Spring chicks just arrived this morning in the mail. I have them under a red bulb heat lamp.
There was a time when my flock self multiplied. Chicks were hatched on this place naturally and grew up being cared for by a mother hen.
Then one day nature in the form of coyote stole in and changed all that in one sad summer afternoon. The saddest part of all? Coyote wasn’t even hungry.
What a waste. All those lifeless bodies. All the joy drained out of the hen yard.
Now the joy has returned in the form of Spring Chicks.
They don’t have mothers to raise them or to keep them warm or to teach them how to scratch the soil. Even so, they figure it out.

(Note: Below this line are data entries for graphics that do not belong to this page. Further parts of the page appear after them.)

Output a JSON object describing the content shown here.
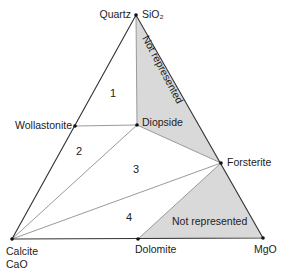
{
  "diagram": {
    "type": "ternary-phase-diagram",
    "vertices": {
      "top": {
        "label": "Quartz",
        "formula": "SiO₂"
      },
      "left": {
        "label": "Calcite",
        "formula": "CaO"
      },
      "right": {
        "label": "MgO"
      }
    },
    "points": {
      "wollastonite": "Wollastonite",
      "diopside": "Diopside",
      "forsterite": "Forsterite",
      "dolomite": "Dolomite"
    },
    "regions": {
      "r1": "1",
      "r2": "2",
      "r3": "3",
      "r4": "4"
    },
    "shaded": {
      "upper": "Not represented",
      "lower": "Not represented"
    },
    "colors": {
      "shade": "#d9d9d9",
      "outline": "#333333",
      "tieline": "#9a9a9a"
    }
  }
}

It is miraculous that 54 tiny chicks can be packed carefully into a cardboard box, and shipped across the country. The miracle is seeing the soft look on the faces around me when I pick them up at the post office. The woman at the counter handing them over with blessings and well wishes. The people in line murmuring that it was worth the wait just to see a box of chicks arrive in tact, their robust chirping filling the post office lobby. A sign they are healthy and alive.
I drive them home with the heater cranked up into the 80s in my car, and I coo reassuring words to them all the way. And when I unpack them-another miracle. They are warm as toast. The box is warm. Tucked under their little straw mat, there are two heating packs, still warm after 40 hours of travel.
I find myself warming with gratitude. It has not always gone this well. The last batch of chicks arrived chilled through. I lost about 17% of those chicks. It took them a long time to even begin to thrive after being so compromised.
But these chicks stayed warm. They not only survived, but they are vigorous. Eating and drinking right away. They haven’t passed out on their little faces with their little wings spread out, like I have seen others do in the past as they try to recover from the stress of being shipped in the mail.
The loud complaining peeping from being packed together in a box for a day and a half, has been replaced with the soft conversational chirps as they chat among themselves.
Right now I can hold 3 in the palm of my hand and all 54 chicks fit comfortably in their 100 gallon stock tank. They will soon outgrow it, but for now it is the coziest place in the house. Just the right size for newly hatched chicks.
Welcome home, dear ones.
Thank you for being a part of my life, and allowing me to be a part of yours.
Thank you for the miraculous joy you bring with you.